The Marquis de Beauharnois, appointed governor of Canada to replace Vaudreuil, was determined that the raids on the Illinois and the French at Kaskaskia must be stopped. A French army once more was sent against the Fox. This time, headed by the Sieur de Lignery, the expedition numbered about four hundred French and approximately one thousand Indians. Warned by the Potawatomi, the Fox escaped from their villages and the army arrived at each to find it deserted. At Little Lake Butte des Morts the soldiers refused to go farther and Lignery had to be satisfied with the burning of the Fox and Winnebago villages and their stores of food.
Despite the poor showing of Lignery’s expedition against the Fox, Kiala’s confederacy began to fall apart. Even their old allies, the Mascouten and Kickapoo, were persuaded by the French to turn against them, and the Sioux, closely watched by the French, no longer could give the Fox refuge in their country. Discouraged by these losses and defeated by the French under the capable Paul Marin, the Fox decided to flee to the Iroquois country. The Fox had long been secretly treating with the English and the Seneca, a member tribe of the Iroquois Confederacy and hoped to find a friendly reception in their country.
Warned by the Mascouten and Kickapoo regarding the plans of the Fox, French officers from nearby posts hastily gathered together Indian allies and prepared to attack their fleeing enemies. The Fox, warned by their scouts of the force advancing against them, hastily erected a stockade and prepared to fight for their lives. They managed to fight off the besiegers for twenty-three days. Then on a stormy night they attempted flight but were quickly overtaken. Almost all of the band were either slaughtered or taken as slaves.
After the few survivors of this disaster, seeking refuge in their village near the mouth of the Wisconsin River, were attacked by Detroit Indians, Kiala and three other chiefs offered to give themselves up, asking mercy for themselves and the fifty surviving warriors, supposedly all that were left of the entire tribe. De Villiers accepted the surrender and hastened to Montreal with his prisoners. De Villiers was ordered to return and kill off the rest of the Fox, taking only the women and children as prisoners. These were to be sold into slavery, like Kiala, who was fated to end his days as a slave in the West Indies.
De Villiers returned to the Sauk village at Green Bay and demanded that the Sauk release the remnant of Fox survivors. The Sauk declined to release warriors with whom they had strong blood ties, and in an attempt to force an entrance, one of de Villiers’ sons was killed. The French quickly retaliated and in the exchange of fire de Villiers himself was killed by a twelve year old boy, who later became renowned as the Sauk Chief Blackbird. In the battle that followed, the Sieur Duplessis, the Sieur de Repentigny, and six other Frenchmen quickly met the same fate. The Sauk and Fox, too, lost heavily and fled to the vicinity of the present-day city of Menasha.
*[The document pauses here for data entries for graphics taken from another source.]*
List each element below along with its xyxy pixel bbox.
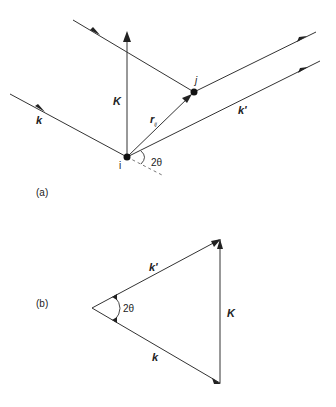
r-ij-label: rij (150, 113, 158, 127)
arrowhead-icon (112, 317, 117, 323)
panel-b: k' k K 2θ (b) (36, 239, 236, 384)
scattering-diagram: i j K k k' rij 2θ (a) k' k K 2θ (b) (0, 0, 336, 407)
vector-k-b (92, 308, 220, 383)
point-i-label: i (119, 160, 121, 171)
arrowhead-icon (112, 294, 117, 300)
vector-k-prime-b (92, 240, 219, 308)
point-j-label: j (193, 75, 198, 86)
outgoing-ray-k-prime (127, 61, 320, 157)
arrowhead-icon (123, 31, 131, 42)
K-label: K (113, 95, 122, 107)
angle-arc-b (115, 297, 120, 320)
K-label-b: K (227, 307, 236, 319)
point-i (124, 154, 131, 161)
angle-arc (141, 151, 145, 164)
k-label: k (36, 114, 43, 126)
k-prime-label-b: k' (149, 261, 158, 273)
point-j (191, 89, 198, 96)
k-label-b: k (152, 351, 159, 363)
panel-b-label: (b) (36, 298, 48, 309)
angle-label-b: 2θ (123, 303, 135, 314)
angle-label: 2θ (151, 157, 163, 168)
panel-a: i j K k k' rij 2θ (a) (10, 20, 320, 198)
vector-r-ij (127, 96, 190, 157)
k-prime-label: k' (238, 104, 247, 116)
incoming-ray-j (73, 20, 194, 92)
incoming-ray-k (10, 94, 127, 157)
panel-a-label: (a) (36, 187, 48, 198)
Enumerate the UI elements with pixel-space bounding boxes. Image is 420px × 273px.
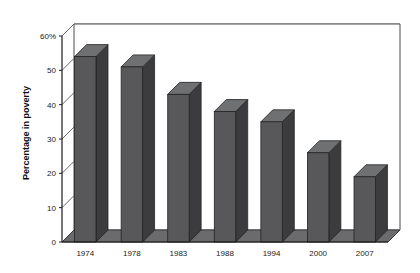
- bar-front-face: [75, 57, 96, 242]
- bar: [261, 110, 294, 242]
- x-tick-label: 1988: [216, 249, 234, 258]
- y-tick-label: 40: [47, 101, 56, 110]
- x-tick-labels: 1974197819831988199420002007: [76, 249, 374, 258]
- axis-depth-connector: [62, 161, 74, 173]
- x-tick-label: 1994: [263, 249, 281, 258]
- bar-front-face: [354, 177, 375, 242]
- bar-side-face: [329, 141, 341, 242]
- bar-side-face: [375, 165, 387, 242]
- bar-chart: 0102030405060% 1974197819831988199420002…: [0, 0, 420, 273]
- bar-front-face: [261, 122, 282, 242]
- x-tick-label: 1978: [123, 249, 141, 258]
- y-tick-label: 10: [47, 204, 56, 213]
- bar-front-face: [214, 112, 235, 242]
- axis-depth-connector: [62, 58, 74, 70]
- axis-depth-connector: [62, 93, 74, 105]
- bar-side-face: [282, 110, 294, 242]
- y-tick-label: 50: [47, 66, 56, 75]
- y-tick-labels: 0102030405060%: [40, 32, 57, 247]
- axis-depth-connector: [62, 127, 74, 139]
- bar-front-face: [121, 67, 142, 242]
- x-tick-label: 2000: [309, 249, 327, 258]
- y-tick-label: 0: [52, 238, 57, 247]
- x-tick-label: 2007: [356, 249, 374, 258]
- bar: [75, 45, 108, 242]
- y-axis-title: Percentage in poverty: [21, 86, 31, 180]
- y-tick-label: 20: [47, 169, 56, 178]
- bar-side-face: [189, 82, 201, 242]
- bar-front-face: [168, 94, 189, 242]
- y-tick-label: 60%: [40, 32, 56, 41]
- bar-front-face: [307, 153, 328, 242]
- bar: [307, 141, 340, 242]
- axis-depth-connector: [62, 24, 74, 36]
- bar-side-face: [236, 100, 248, 242]
- bar-side-face: [143, 55, 155, 242]
- bar: [121, 55, 154, 242]
- y-tick-label: 30: [47, 135, 56, 144]
- bar: [354, 165, 387, 242]
- bar-side-face: [96, 45, 108, 242]
- bar: [168, 82, 201, 242]
- chart-canvas: 0102030405060% 1974197819831988199420002…: [0, 0, 420, 273]
- axis-depth-connector: [62, 196, 74, 208]
- x-tick-label: 1983: [170, 249, 188, 258]
- x-tick-label: 1974: [76, 249, 94, 258]
- bar: [214, 100, 247, 242]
The bloody battle that ensued there, it is said, accounts for the name Butte des Morts, or Hill of the Dead.
As a result of this battle, the remainder of the Fox and the Sauk amalgamated and for all practical purposes became one tribe. They fled into Iowa where they erected a new fort, and gradually their ranks were swelled by Fox released from captivity by tribes now secretly in sympathy with the Sauk and Fox. One more expedition was sent against them, led by the Sieur de Noyelles, but although he followed the Sauk and Fox to the vicinity of the Des Moines River, they were so well entrenched that it was impossible to dislodge them and the expedition returned home without success. Eventually the Fox Wars were brought to an end through a policy of conciliation inaugurated in 1740 by Paul Marin, the new commandant at La Baye. Force had, in the long run, proven a failure in the campaign to completely subjugate the Fox.
SAUK AND FOX CHIEF (FROM GEO. CATLIN).
Throughout the first half of the Eighteenth Century the French, as we have seen, had been occupied with more or less constant warfare with the Fox. This warfare was the dominant note in the history of Wisconsin for this period, and in general, the role of other Wisconsin tribes during this era was that of serving as allies either of the French or of the Fox.
The failure of Noyelles’ expedition against the Fox had helped to lower French prestige among the western tribes, and in 1736 the Sioux, angered by French friendship for the Chippewa and Cree, murdered a French officer, a priest, and a party of nineteen voyageurs. From this time on the Sioux could no longer be numbered among the allies of the French. By 1739, the Sioux-Chippewa War flamed into action and the Sioux were driven westward from the areas in Wisconsin now held by the Chippewa.